Externality

noun (countable/uncountable)
/ˌɛkstəˈnælɪti/
A cost or benefit experienced by a third party not directly involved in an economic transaction, which is not reflected in the market price of the good or service; a form of market failure. Negative externalities (e.g., industrial pollution, carbon emissions) lead to overproduction relative to the social optimum; positive externalities (e.g., vaccination, education) lead to underproduction. In India, Pigouvian taxes — such as the National Clean Energy Cess (now GST Compensation Cess on coal) and Green Tax on old vehicles — are instruments to internalise negative externalities.

✍️ Usage in a UPSC answer

India's coal cess, levied since 2010 and restructured under the GST compensation framework, is a textbook Pigouvian instrument designed to make thermal power producers internalise the negative externalities of carbon emissions and local air pollution.

Synonyms

spillover effectthird-party effectsocial cost/benefitside effectneighbourhood effect

Antonyms

private costinternal costno spillovermarket-internalised effect

🌱 Word Family

external (adjective), externalise (verb), internalise (verb, antonymic action), externalities (plural noun), Pigouvian tax (related noun phrase)

🔡 Root

Latin externus = outside, external + -ality = quality noun suffix

📜 Etymology

From Latin externus (outward, foreign), from exter (outside). The economic concept was formalised by A.C. Pigou in The Economics of Welfare (1920), where he distinguished 'marginal social net product' from 'marginal private net product' to capture third-party effects. The noun 'externality' was popularised in post-war microeconomics and public finance literature.

🧠 Memory Hook

EXTERN-ALITY — the word EXTERN means OUTSIDE. An externality is a cost or benefit that FALLS OUTSIDE the private deal, landing on innocent bystanders. A factory's smoke drifts OUTSIDE its walls onto your lungs.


WORK ORDER:
Every line that contains "with" must be located and copied from the data.

------------------------------------------------------------------------

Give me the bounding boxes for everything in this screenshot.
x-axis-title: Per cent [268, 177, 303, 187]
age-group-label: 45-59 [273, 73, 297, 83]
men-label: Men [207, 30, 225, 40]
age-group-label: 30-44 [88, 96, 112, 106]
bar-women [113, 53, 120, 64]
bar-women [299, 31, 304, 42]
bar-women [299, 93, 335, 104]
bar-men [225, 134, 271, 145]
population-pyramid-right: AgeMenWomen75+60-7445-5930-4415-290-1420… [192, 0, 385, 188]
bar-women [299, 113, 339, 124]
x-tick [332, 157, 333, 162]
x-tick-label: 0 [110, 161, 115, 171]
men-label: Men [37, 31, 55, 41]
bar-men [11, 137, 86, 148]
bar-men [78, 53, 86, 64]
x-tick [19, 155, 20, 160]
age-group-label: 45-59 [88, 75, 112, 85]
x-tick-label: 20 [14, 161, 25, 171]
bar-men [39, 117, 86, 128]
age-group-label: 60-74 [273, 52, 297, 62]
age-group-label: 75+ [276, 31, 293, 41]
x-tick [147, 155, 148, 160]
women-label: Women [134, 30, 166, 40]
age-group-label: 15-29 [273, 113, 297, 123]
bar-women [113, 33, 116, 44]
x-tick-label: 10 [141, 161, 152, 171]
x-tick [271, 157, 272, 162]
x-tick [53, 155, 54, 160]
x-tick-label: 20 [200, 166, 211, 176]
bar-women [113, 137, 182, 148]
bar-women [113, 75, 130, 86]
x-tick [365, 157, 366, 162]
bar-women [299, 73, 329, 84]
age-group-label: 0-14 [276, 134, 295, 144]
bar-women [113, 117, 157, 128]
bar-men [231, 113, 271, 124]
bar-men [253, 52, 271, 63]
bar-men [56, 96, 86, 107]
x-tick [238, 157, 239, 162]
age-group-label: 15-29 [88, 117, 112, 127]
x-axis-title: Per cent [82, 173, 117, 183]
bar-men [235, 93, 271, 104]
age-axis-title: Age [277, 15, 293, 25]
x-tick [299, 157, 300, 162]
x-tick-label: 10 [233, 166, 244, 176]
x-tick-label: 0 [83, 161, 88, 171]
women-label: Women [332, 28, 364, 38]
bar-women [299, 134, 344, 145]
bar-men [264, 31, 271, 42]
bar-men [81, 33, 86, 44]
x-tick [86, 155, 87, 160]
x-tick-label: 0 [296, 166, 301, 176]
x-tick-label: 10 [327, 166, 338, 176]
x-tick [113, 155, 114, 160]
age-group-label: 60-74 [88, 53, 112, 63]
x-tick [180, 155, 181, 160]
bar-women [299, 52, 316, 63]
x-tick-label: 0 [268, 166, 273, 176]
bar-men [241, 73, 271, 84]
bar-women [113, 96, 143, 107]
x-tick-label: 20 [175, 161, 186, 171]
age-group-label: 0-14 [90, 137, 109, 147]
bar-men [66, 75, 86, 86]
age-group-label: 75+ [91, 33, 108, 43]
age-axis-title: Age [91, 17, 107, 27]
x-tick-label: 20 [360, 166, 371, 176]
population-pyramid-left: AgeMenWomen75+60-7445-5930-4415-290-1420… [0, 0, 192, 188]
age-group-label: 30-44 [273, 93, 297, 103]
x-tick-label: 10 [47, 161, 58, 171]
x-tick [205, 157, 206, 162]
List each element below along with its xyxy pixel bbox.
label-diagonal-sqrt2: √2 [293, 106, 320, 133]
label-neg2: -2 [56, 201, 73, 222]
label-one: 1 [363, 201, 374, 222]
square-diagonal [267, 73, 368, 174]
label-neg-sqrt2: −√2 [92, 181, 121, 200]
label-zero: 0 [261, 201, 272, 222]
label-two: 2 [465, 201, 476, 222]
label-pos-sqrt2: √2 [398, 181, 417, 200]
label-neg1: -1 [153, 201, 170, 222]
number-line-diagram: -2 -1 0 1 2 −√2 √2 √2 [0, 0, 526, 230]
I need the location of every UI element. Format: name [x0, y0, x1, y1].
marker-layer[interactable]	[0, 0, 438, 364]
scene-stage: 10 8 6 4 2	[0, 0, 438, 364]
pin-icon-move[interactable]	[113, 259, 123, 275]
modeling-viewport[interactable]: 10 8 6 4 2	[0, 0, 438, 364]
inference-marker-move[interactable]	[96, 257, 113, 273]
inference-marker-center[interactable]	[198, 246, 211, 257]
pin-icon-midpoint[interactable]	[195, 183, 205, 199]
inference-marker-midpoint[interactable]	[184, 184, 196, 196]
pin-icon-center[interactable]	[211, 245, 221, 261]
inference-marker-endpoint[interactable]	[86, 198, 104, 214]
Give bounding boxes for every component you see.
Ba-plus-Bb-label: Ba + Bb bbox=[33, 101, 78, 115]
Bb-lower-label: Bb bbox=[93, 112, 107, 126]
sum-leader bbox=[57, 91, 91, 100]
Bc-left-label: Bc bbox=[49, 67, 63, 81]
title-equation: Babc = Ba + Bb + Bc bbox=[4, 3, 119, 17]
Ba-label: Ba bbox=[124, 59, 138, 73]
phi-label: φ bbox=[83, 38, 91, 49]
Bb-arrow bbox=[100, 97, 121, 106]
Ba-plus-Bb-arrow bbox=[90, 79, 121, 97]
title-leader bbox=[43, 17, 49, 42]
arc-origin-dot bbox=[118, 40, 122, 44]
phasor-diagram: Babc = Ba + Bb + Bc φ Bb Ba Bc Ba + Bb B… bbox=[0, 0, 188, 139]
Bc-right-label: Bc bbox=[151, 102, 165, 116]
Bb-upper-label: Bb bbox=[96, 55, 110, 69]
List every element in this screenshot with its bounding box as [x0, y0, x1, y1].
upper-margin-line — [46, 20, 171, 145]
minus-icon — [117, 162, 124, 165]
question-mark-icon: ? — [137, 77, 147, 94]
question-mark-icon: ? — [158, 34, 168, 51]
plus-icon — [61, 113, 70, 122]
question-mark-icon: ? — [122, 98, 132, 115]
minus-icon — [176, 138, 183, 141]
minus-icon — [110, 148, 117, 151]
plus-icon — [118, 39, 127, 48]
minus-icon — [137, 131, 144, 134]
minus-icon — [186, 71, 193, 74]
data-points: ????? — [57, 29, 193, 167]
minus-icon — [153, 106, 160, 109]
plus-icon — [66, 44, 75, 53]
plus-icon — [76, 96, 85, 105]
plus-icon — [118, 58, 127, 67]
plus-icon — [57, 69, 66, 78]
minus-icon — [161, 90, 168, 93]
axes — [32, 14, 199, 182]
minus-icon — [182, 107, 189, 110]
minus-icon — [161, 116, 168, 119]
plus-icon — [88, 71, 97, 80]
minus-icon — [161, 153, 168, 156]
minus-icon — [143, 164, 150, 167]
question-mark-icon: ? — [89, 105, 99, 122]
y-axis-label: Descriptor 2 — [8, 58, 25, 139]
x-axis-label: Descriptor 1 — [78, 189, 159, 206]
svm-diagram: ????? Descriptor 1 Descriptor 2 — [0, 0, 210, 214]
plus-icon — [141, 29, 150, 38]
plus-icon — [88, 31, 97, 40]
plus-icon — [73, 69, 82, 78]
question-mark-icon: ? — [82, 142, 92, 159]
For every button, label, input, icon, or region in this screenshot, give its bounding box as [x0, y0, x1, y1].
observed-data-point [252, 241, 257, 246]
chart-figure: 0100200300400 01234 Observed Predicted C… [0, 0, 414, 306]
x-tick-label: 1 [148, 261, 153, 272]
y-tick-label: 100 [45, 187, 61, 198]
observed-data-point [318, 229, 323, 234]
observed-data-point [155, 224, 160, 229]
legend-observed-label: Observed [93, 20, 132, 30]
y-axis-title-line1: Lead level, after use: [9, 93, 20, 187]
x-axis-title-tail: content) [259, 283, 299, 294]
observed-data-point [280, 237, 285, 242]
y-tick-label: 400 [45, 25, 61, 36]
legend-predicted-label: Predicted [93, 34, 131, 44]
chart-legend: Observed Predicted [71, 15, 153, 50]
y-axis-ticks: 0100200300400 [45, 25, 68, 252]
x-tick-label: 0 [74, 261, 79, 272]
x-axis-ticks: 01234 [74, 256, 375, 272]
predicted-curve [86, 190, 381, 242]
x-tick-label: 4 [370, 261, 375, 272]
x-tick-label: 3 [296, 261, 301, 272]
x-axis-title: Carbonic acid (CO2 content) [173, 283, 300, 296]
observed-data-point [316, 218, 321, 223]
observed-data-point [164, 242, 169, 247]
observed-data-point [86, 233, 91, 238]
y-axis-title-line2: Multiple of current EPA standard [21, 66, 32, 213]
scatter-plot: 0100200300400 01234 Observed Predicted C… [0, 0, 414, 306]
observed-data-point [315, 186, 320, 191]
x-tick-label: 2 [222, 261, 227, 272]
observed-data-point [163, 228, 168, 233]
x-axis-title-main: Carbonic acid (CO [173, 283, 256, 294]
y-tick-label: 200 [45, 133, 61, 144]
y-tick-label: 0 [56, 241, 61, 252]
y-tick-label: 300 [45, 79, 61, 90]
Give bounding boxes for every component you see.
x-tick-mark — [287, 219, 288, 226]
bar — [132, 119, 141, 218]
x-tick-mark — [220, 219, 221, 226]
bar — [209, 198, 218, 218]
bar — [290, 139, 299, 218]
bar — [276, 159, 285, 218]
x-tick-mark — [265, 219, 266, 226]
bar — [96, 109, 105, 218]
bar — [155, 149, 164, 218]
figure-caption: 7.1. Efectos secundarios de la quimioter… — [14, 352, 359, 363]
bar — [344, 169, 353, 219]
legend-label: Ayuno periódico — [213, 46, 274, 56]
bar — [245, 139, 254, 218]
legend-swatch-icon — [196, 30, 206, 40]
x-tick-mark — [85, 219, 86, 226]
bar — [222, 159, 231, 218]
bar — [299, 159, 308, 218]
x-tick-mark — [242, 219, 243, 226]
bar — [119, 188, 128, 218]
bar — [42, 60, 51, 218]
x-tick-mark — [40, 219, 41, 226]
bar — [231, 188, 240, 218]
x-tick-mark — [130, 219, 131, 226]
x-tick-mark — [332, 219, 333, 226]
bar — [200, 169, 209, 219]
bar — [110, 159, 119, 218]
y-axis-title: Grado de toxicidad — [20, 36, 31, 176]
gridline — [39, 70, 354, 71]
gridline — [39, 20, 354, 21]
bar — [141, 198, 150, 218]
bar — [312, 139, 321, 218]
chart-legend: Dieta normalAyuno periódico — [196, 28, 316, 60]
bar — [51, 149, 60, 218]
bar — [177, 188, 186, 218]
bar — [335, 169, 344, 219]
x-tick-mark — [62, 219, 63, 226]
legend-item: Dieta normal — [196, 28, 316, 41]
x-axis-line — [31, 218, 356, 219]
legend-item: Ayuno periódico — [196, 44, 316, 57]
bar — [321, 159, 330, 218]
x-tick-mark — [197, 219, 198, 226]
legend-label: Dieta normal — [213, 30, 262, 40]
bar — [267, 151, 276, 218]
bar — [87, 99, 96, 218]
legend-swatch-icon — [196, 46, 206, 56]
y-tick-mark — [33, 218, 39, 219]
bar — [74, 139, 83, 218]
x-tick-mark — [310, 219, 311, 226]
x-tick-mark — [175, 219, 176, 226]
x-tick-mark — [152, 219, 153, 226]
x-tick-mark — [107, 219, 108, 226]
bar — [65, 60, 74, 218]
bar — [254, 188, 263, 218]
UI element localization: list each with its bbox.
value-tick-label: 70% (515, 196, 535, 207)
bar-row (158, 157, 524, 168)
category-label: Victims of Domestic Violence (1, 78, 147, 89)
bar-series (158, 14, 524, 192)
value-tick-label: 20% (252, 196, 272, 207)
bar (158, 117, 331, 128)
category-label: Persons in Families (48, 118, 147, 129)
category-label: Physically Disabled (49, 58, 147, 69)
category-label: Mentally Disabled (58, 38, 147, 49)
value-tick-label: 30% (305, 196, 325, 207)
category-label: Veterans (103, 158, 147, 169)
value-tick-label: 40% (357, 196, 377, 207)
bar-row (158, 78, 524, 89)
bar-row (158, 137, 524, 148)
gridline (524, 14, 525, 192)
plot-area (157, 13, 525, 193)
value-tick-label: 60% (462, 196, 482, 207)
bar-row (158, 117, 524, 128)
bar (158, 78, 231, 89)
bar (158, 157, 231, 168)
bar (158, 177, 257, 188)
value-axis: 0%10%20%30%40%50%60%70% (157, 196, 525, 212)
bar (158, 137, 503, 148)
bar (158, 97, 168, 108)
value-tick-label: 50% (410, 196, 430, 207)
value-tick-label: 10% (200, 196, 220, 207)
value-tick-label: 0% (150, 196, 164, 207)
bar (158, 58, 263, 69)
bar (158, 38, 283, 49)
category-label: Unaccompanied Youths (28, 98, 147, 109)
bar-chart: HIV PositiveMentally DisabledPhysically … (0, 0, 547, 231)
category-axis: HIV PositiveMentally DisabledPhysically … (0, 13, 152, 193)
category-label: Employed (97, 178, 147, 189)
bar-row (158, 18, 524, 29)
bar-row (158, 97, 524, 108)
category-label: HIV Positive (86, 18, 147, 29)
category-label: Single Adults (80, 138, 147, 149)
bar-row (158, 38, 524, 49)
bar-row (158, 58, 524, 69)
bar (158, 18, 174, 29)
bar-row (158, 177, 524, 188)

------------------------------------------------------------------------

RESULT OF THE EXERCISE:
List each element below along with its xyxy pixel bbox.
List every element in this screenshot with its bounding box as [x0, y0, x1, y1].
UI element localization: list each with its bbox.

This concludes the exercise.